Gregory George was doing carpentry work at a friend’s house when the friend’s college-age son walked in. “He knew that I danced, but he didn’t know I knew how to build a house, and he [had never seen] me with a tool belt on,” recalls George. “He drew a character of me with a tutu on and a tool belt over it.” And that’s how George became known as the “dancer with the tool belt.”

When George was six, his father took him to see Rudolf Nureyev in Sleeping Beauty at the Detroit Opera House. Afterward, George announced that he wanted to be a dancer. His father, an engineer at General Motors who briefly played violin for the Detroit Symphony Orchestra, and his mother, a homemaker, were supportive. Though his peers in elementary school in the Detroit suburb of Wayne taunted him as a “mama’s boy” and called him a “fairy,” George stuck to his dancing.

As a teenager, things got easier. “I went to a teen dance, and I could move really well, and the girls really appreciated that. And the guys thought, maybe that’s not so bad,” he recalls. It also helped that he was a good athlete who could throw a football as well as land a mean pirouette.

Now fifty-three, divorced, and the father of a sixteen-year-old Huron High student, Gabby, George says matter-of-factly: “The ballet world is full of gay men. I’m just not one of them.” Handsome, with a small muscular frame and longish hair, George directs the Children’s Ballet Theatre of Michigan in Lansing and is a freelance choreographer. A former principal with the Ohio Ballet in Akron and the Indianapolis Ballet Theatre, he’s optimistically planning a bold new project: starting an adult professional ballet company in Ann Arbor. All this in addition to his construction work with Washtenaw Woodwrights.

George learned carpentry as a young man while attending the former Chicago Ballet School on a scholarship. Learning that ballet companies typically pay their dancers just thirty-five weeks a year, he recalls asking himself, “How am I going to get a job to supplement my income without taking too much from dancing?” He started as a carpenter’s assistant, learning the trade from watching others.

Attention to aesthetics is an asset in both his careers, he says. And teaching dance to children taught him the patience he needed to work with adults on remodeling jobs. “You have to control the way you say things so it doesn’t come across negatively–and take their negative thoughts and turn them around to a positive.”

Both jobs demand constant awareness of his body movements. “I might have to lift a lot of heavy materials or be on a roof, so I really have to pay attention,” he says. “With dancing, I might get a back injury from lifting girls. As I’m getting older and I get closer to shows, [the risk of injury] gets a little nerve-racking.”

George sees his Great Lakes Contemporary Ballet Company as the culmination of his dance career. He figures he’ll need about half a million dollars to launch the group–huge, in today’s economy. But he exudes confidence. “I’m a pretty gifted choreographer, and I can do any ballet–and because of that I’m not afraid to take on bigger projects.” He’s counting on corporate benefactors, patrons, and a teaching academy to bring in funds.

When it is pointed out that the city’s best-known dancer, U-M professor Peter Sparling, had to close his company in 2008, George emphasizes that his group will have a much lower overhead. “I want to weave my way into the community with respect and collaboration,” he says, noting the competitive nature of local fund-raising. “I’m starting with about six dancers. I don’t want to grow too fast too big and step on too many toes.” He plans to draw dancers from the University of Michigan and other dance companies for larger productions and hopes to mount his first show by this summer.

“Greg’s work speaks for itself,” says Michael Chan, one of the company’s four board members. “Funding is scarce, but there are performing arts aficionados out there that are willing to support him.”

At a recent class for his adult dancers in a rented studio space on Plaza Drive, George cues up music by Fiona Apple–not your typical ballet score. He takes the all-female group through a graceful, traditional barre warm-up, then switches the music to a rollicking upbeat tempo played at nightclub volume. Demonstrating quick, contemporary ballet footwork, he conveys both playfulness and seriousness as he leads the students through several vignettes of advanced moves. “Isn’t that fun?” he says with a big smile.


> [Exercise description] Among the entries below, find the lines with the word "style" and copy them.

[Data excerpts]

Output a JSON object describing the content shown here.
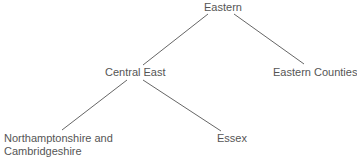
{
  "tree": {
    "nodes": [
      {
        "id": "eastern",
        "label": "Eastern",
        "x": 204,
        "y": 1
      },
      {
        "id": "central-east",
        "label": "Central East",
        "x": 105,
        "y": 66
      },
      {
        "id": "eastern-counties",
        "label": "Eastern Counties",
        "x": 273,
        "y": 66
      },
      {
        "id": "northamptonshire",
        "label": "Northamptonshire and",
        "label2": "Cambridgeshire",
        "x": 4,
        "y": 132
      },
      {
        "id": "essex",
        "label": "Essex",
        "x": 217,
        "y": 132
      }
    ],
    "edges": [
      {
        "from": "eastern",
        "to": "central-east",
        "x1": 208,
        "y1": 14,
        "x2": 143,
        "y2": 65
      },
      {
        "from": "eastern",
        "to": "eastern-counties",
        "x1": 234,
        "y1": 14,
        "x2": 304,
        "y2": 64
      },
      {
        "from": "central-east",
        "to": "northamptonshire",
        "x1": 127,
        "y1": 80,
        "x2": 62,
        "y2": 130
      },
      {
        "from": "central-east",
        "to": "essex",
        "x1": 143,
        "y1": 80,
        "x2": 221,
        "y2": 131
      }
    ]
  },
  "colors": {
    "text": "#555555",
    "line": "#666666",
    "background": "#ffffff"
  }
}
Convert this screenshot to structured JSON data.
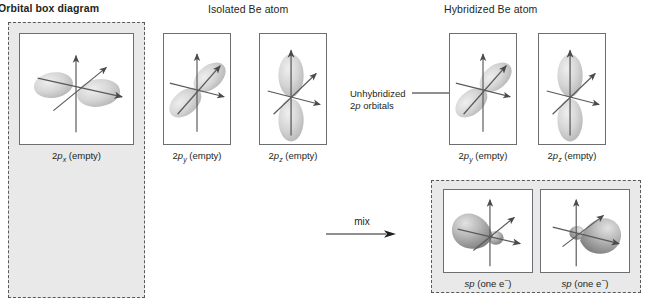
{
  "headers": {
    "orbital_box_diagram": "Orbital box diagram",
    "isolated_atom": "Isolated Be atom",
    "hybridized_atom": "Hybridized Be atom"
  },
  "annotation": {
    "line1": "Unhybridized",
    "line2_prefix": "2",
    "line2_italic": "p",
    "line2_suffix": " orbitals"
  },
  "process": {
    "mix_label": "mix"
  },
  "orbitals": {
    "isolated": [
      {
        "id": "2px",
        "number": "2",
        "letter": "p",
        "subscript": "x",
        "state": " (empty)",
        "axis": "x",
        "caption_plain": "2px (empty)"
      },
      {
        "id": "2py",
        "number": "2",
        "letter": "p",
        "subscript": "y",
        "state": " (empty)",
        "axis": "y",
        "caption_plain": "2py (empty)"
      },
      {
        "id": "2pz",
        "number": "2",
        "letter": "p",
        "subscript": "z",
        "state": " (empty)",
        "axis": "z",
        "caption_plain": "2pz (empty)"
      }
    ],
    "hybridized_unhybridized": [
      {
        "id": "2py-hyb",
        "number": "2",
        "letter": "p",
        "subscript": "y",
        "state": " (empty)",
        "axis": "y",
        "caption_plain": "2py (empty)"
      },
      {
        "id": "2pz-hyb",
        "number": "2",
        "letter": "p",
        "subscript": "z",
        "state": " (empty)",
        "axis": "z",
        "caption_plain": "2pz (empty)"
      }
    ],
    "sp_hybrids": [
      {
        "id": "sp-left",
        "letter": "sp",
        "state": " (one e",
        "charge": "−",
        "close": ")",
        "direction": "left",
        "caption_plain": "sp (one e−)"
      },
      {
        "id": "sp-right",
        "letter": "sp",
        "state": " (one e",
        "charge": "−",
        "close": ")",
        "direction": "right",
        "caption_plain": "sp (one e−)"
      }
    ]
  },
  "colors": {
    "shaded_panel": "#e9e9e9",
    "dashed_border": "#58595b",
    "panel_border": "#6d6e71",
    "axis_line": "#58595b",
    "lobe_light": "#d9d9d9",
    "lobe_mid": "#b5b5b5",
    "lobe_dark": "#8a8a8a",
    "text": "#231f20"
  }
}
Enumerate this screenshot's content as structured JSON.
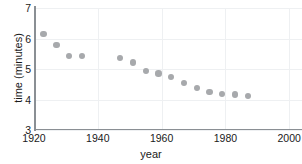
{
  "chart_data": {
    "type": "scatter",
    "title": "",
    "xlabel": "year",
    "ylabel": "time (minutes)",
    "xlim": [
      1920,
      2004
    ],
    "ylim": [
      3,
      7
    ],
    "xticks": [
      1920,
      1940,
      1960,
      1980,
      2000
    ],
    "xtick_labels": [
      "1920",
      "1940",
      "1960",
      "1980",
      "2000"
    ],
    "yticks": [
      3,
      4,
      5,
      6,
      7
    ],
    "ytick_labels": [
      "3",
      "4",
      "5",
      "6",
      "7"
    ],
    "grid": true,
    "legend": "none",
    "marker_color": "#a7a9ac",
    "axis_color": "#8a8f94",
    "grid_color": "#eef0f2",
    "x": [
      1923,
      1927,
      1931,
      1935,
      1947,
      1951,
      1955,
      1959,
      1963,
      1967,
      1971,
      1975,
      1979,
      1983,
      1987
    ],
    "y": [
      6.15,
      5.78,
      5.42,
      5.42,
      5.36,
      5.22,
      4.94,
      4.85,
      4.73,
      4.55,
      4.37,
      4.25,
      4.19,
      4.16,
      4.11
    ],
    "points": [
      {
        "x": 1923,
        "y": 6.15
      },
      {
        "x": 1927,
        "y": 5.78
      },
      {
        "x": 1931,
        "y": 5.42
      },
      {
        "x": 1935,
        "y": 5.42
      },
      {
        "x": 1947,
        "y": 5.36
      },
      {
        "x": 1951,
        "y": 5.22
      },
      {
        "x": 1955,
        "y": 4.94
      },
      {
        "x": 1959,
        "y": 4.85
      },
      {
        "x": 1963,
        "y": 4.73
      },
      {
        "x": 1967,
        "y": 4.55
      },
      {
        "x": 1971,
        "y": 4.37
      },
      {
        "x": 1975,
        "y": 4.25
      },
      {
        "x": 1979,
        "y": 4.19
      },
      {
        "x": 1983,
        "y": 4.16
      },
      {
        "x": 1987,
        "y": 4.11
      }
    ]
  }
}
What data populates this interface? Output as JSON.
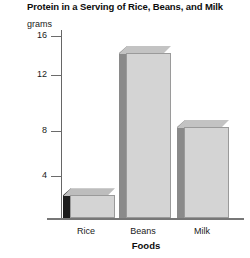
{
  "chart_data": {
    "type": "bar",
    "title": "Protein in a Serving of Rice, Beans, and Milk",
    "categories": [
      "Rice",
      "Beans",
      "Milk"
    ],
    "values": [
      2,
      14.5,
      8
    ],
    "xlabel": "Foods",
    "ylabel": "grams",
    "ylim": [
      0,
      16
    ],
    "yticks": [
      16,
      12,
      8,
      4
    ],
    "ytick_labels": [
      "16",
      "12",
      "8",
      "4"
    ],
    "grid": false,
    "legend": "none",
    "style": "3d-bar",
    "colors": {
      "bar_front": "#d4d4d4",
      "bar_side": "#8a8a8a",
      "bar_side_rice": "#1c1c1c",
      "bar_top": "#c3c3c3",
      "axis": "#6b6b6b",
      "text": "#111111"
    }
  }
}
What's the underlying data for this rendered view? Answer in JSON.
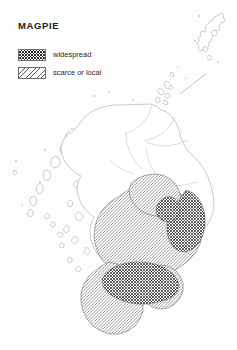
{
  "map": {
    "title": "MAGPIE",
    "region": "Scotland",
    "legend": {
      "items": [
        {
          "label": "widespread",
          "pattern": "cross-hatch",
          "color": "#2e2e2e"
        },
        {
          "label": "scarce or local",
          "pattern": "diagonal-hatch",
          "color": "#555555"
        }
      ]
    },
    "insets": [
      {
        "name": "Shetland",
        "position": "top-right"
      }
    ],
    "distribution": {
      "widespread_areas": [
        "Aberdeenshire coast",
        "Moray Firth coast",
        "Central Belt",
        "Clyde valley",
        "Lothians"
      ],
      "scarce_or_local_areas": [
        "Tayside",
        "Fife",
        "Ayrshire",
        "Dumfries and Galloway",
        "Scottish Borders",
        "Angus"
      ],
      "absent_areas": [
        "Outer Hebrides",
        "Skye",
        "Northwest Highlands",
        "Caithness",
        "Sutherland",
        "Orkney",
        "Shetland"
      ]
    },
    "background_color": "#fdfdfc",
    "coastline_color": "#8a8a8a"
  }
}
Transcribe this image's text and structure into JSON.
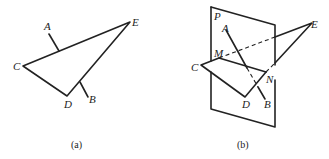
{
  "figure_a": {
    "caption": "(a)",
    "labels": {
      "A": "A",
      "B": "B",
      "C": "C",
      "D": "D",
      "E": "E"
    }
  },
  "figure_b": {
    "caption": "(b)",
    "labels": {
      "P": "P",
      "A": "A",
      "B": "B",
      "C": "C",
      "D": "D",
      "E": "E",
      "M": "M",
      "N": "N"
    }
  }
}
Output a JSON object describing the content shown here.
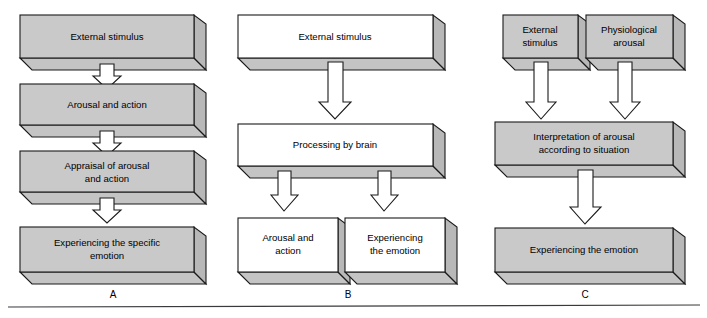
{
  "figure": {
    "type": "flowchart-diagram",
    "title": "",
    "background_color": "#ffffff",
    "box_fill_gray": "#c9c9c9",
    "box_fill_white": "#ffffff",
    "box_side_color": "#b8b8b8",
    "box_bottom_color": "#c4c4c4",
    "outline_color": "#1a1a1a",
    "arrow_fill": "#ffffff",
    "text_color": "#000000",
    "panel_count": 3
  },
  "panels": [
    {
      "letter": "A",
      "style": "gray",
      "nodes": [
        {
          "id": "a1",
          "lines": [
            "External stimulus"
          ]
        },
        {
          "id": "a2",
          "lines": [
            "Arousal and action"
          ]
        },
        {
          "id": "a3",
          "lines": [
            "Appraisal of arousal",
            "and action"
          ]
        },
        {
          "id": "a4",
          "lines": [
            "Experiencing the specific",
            "emotion"
          ]
        }
      ],
      "arrows": [
        {
          "from": "a1",
          "to": "a2"
        },
        {
          "from": "a2",
          "to": "a3"
        },
        {
          "from": "a3",
          "to": "a4"
        }
      ]
    },
    {
      "letter": "B",
      "style": "white",
      "nodes": [
        {
          "id": "b1",
          "lines": [
            "External stimulus"
          ]
        },
        {
          "id": "b2",
          "lines": [
            "Processing by brain"
          ]
        },
        {
          "id": "b3",
          "lines": [
            "Arousal and",
            "action"
          ]
        },
        {
          "id": "b4",
          "lines": [
            "Experiencing",
            "the emotion"
          ]
        }
      ],
      "arrows": [
        {
          "from": "b1",
          "to": "b2"
        },
        {
          "from": "b2",
          "to": "b3"
        },
        {
          "from": "b2",
          "to": "b4"
        }
      ]
    },
    {
      "letter": "C",
      "style": "gray",
      "nodes": [
        {
          "id": "c1",
          "lines": [
            "External",
            "stimulus"
          ]
        },
        {
          "id": "c2",
          "lines": [
            "Physiological",
            "arousal"
          ]
        },
        {
          "id": "c3",
          "lines": [
            "Interpretation of arousal",
            "according to situation"
          ]
        },
        {
          "id": "c4",
          "lines": [
            "Experiencing the emotion"
          ]
        }
      ],
      "arrows": [
        {
          "from": "c1",
          "to": "c3"
        },
        {
          "from": "c2",
          "to": "c3"
        },
        {
          "from": "c3",
          "to": "c4"
        }
      ]
    }
  ],
  "labels": {
    "panel_a": "A",
    "panel_b": "B",
    "panel_c": "C"
  },
  "text": {
    "a1_l1": "External stimulus",
    "a2_l1": "Arousal and action",
    "a3_l1": "Appraisal of arousal",
    "a3_l2": "and action",
    "a4_l1": "Experiencing the specific",
    "a4_l2": "emotion",
    "b1_l1": "External stimulus",
    "b2_l1": "Processing by brain",
    "b3_l1": "Arousal and",
    "b3_l2": "action",
    "b4_l1": "Experiencing",
    "b4_l2": "the emotion",
    "c1_l1": "External",
    "c1_l2": "stimulus",
    "c2_l1": "Physiological",
    "c2_l2": "arousal",
    "c3_l1": "Interpretation of arousal",
    "c3_l2": "according to situation",
    "c4_l1": "Experiencing the emotion"
  }
}
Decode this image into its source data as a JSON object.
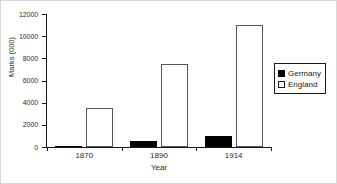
{
  "chart_data": {
    "type": "bar",
    "title": "",
    "subtitle": "",
    "xlabel": "Year",
    "ylabel": "Marks (000)",
    "categories": [
      "1870",
      "1890",
      "1914"
    ],
    "series": [
      {
        "name": "Germany",
        "color": "#000000",
        "values": [
          0,
          500,
          1000
        ]
      },
      {
        "name": "England",
        "color": "#ffffff",
        "values": [
          3500,
          7500,
          11000
        ]
      }
    ],
    "ylim": [
      0,
      12000
    ],
    "yticks": [
      0,
      2000,
      4000,
      6000,
      8000,
      10000,
      12000
    ],
    "ytick_labels": [
      "0",
      "2000",
      "4000",
      "6000",
      "8000",
      "10000",
      "12000"
    ],
    "grid": false,
    "legend_position": "right",
    "legend_entries": [
      "Germany",
      "England"
    ]
  },
  "axes": {
    "y_title": "Marks (000)",
    "x_title": "Year"
  },
  "legend": {
    "items": [
      {
        "label": "Germany"
      },
      {
        "label": "England"
      }
    ]
  }
}
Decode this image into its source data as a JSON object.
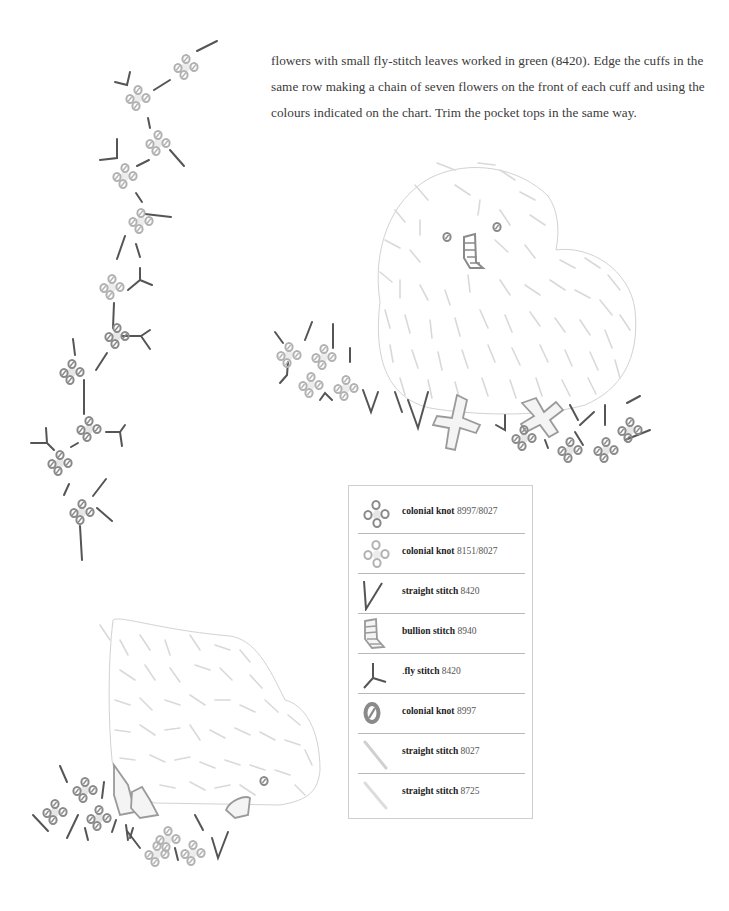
{
  "document": {
    "intro_text": {
      "line1": "flowers with small fly-stitch leaves worked in green (8420). Edge the cuffs in the",
      "line2": "same row making a chain of seven flowers on the front of each cuff and using the",
      "line3": "colours indicated on the chart. Trim the pocket tops in the same way."
    }
  },
  "legend": {
    "items": [
      {
        "icon": "colonial-knot-dark-flower-icon",
        "stitch": "colonial knot",
        "code": "8997/8027"
      },
      {
        "icon": "colonial-knot-light-flower-icon",
        "stitch": "colonial knot",
        "code": "8151/8027"
      },
      {
        "icon": "straight-stitch-v-icon",
        "stitch": "straight stitch",
        "code": "8420"
      },
      {
        "icon": "bullion-stitch-icon",
        "stitch": "bullion stitch",
        "code": "8940"
      },
      {
        "icon": "fly-stitch-icon",
        "stitch": "fly stitch",
        "code": "8420",
        "prefix": "."
      },
      {
        "icon": "colonial-knot-single-icon",
        "stitch": "colonial knot",
        "code": "8997"
      },
      {
        "icon": "straight-stitch-light-icon",
        "stitch": "straight stitch",
        "code": "8027"
      },
      {
        "icon": "straight-stitch-pale-icon",
        "stitch": "straight stitch",
        "code": "8725"
      }
    ]
  },
  "colors": {
    "dark_stitch": "#555555",
    "knot_dark": "#8a8a8a",
    "knot_light": "#b5b5b5",
    "knot_center": "#e4e4e4",
    "outline": "#cfcfcf",
    "fur_stitch": "#d6d6d6",
    "bullion": "#9c9c9c"
  }
}
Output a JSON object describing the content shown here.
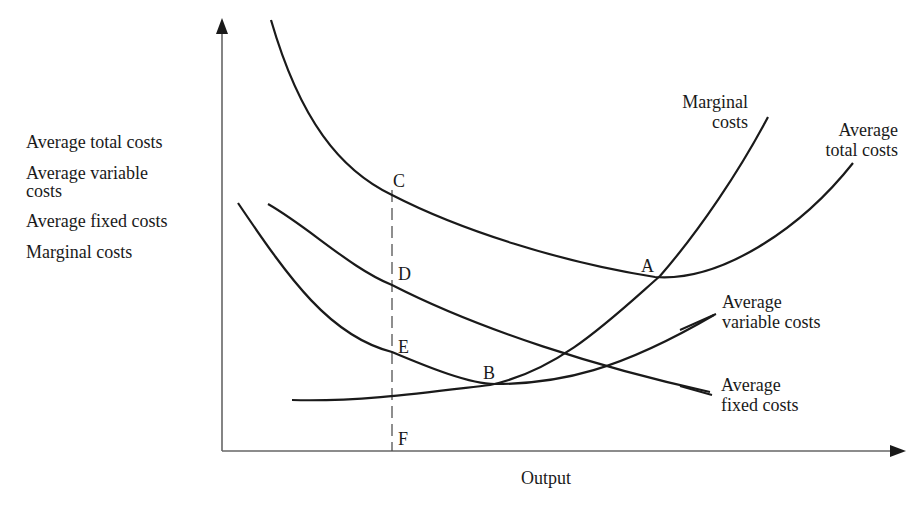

[/Data excerpts]

> [Written reply]
    "style": "3d-bar",
      "style": "gray",
      "style": "white",
      "style": "gray",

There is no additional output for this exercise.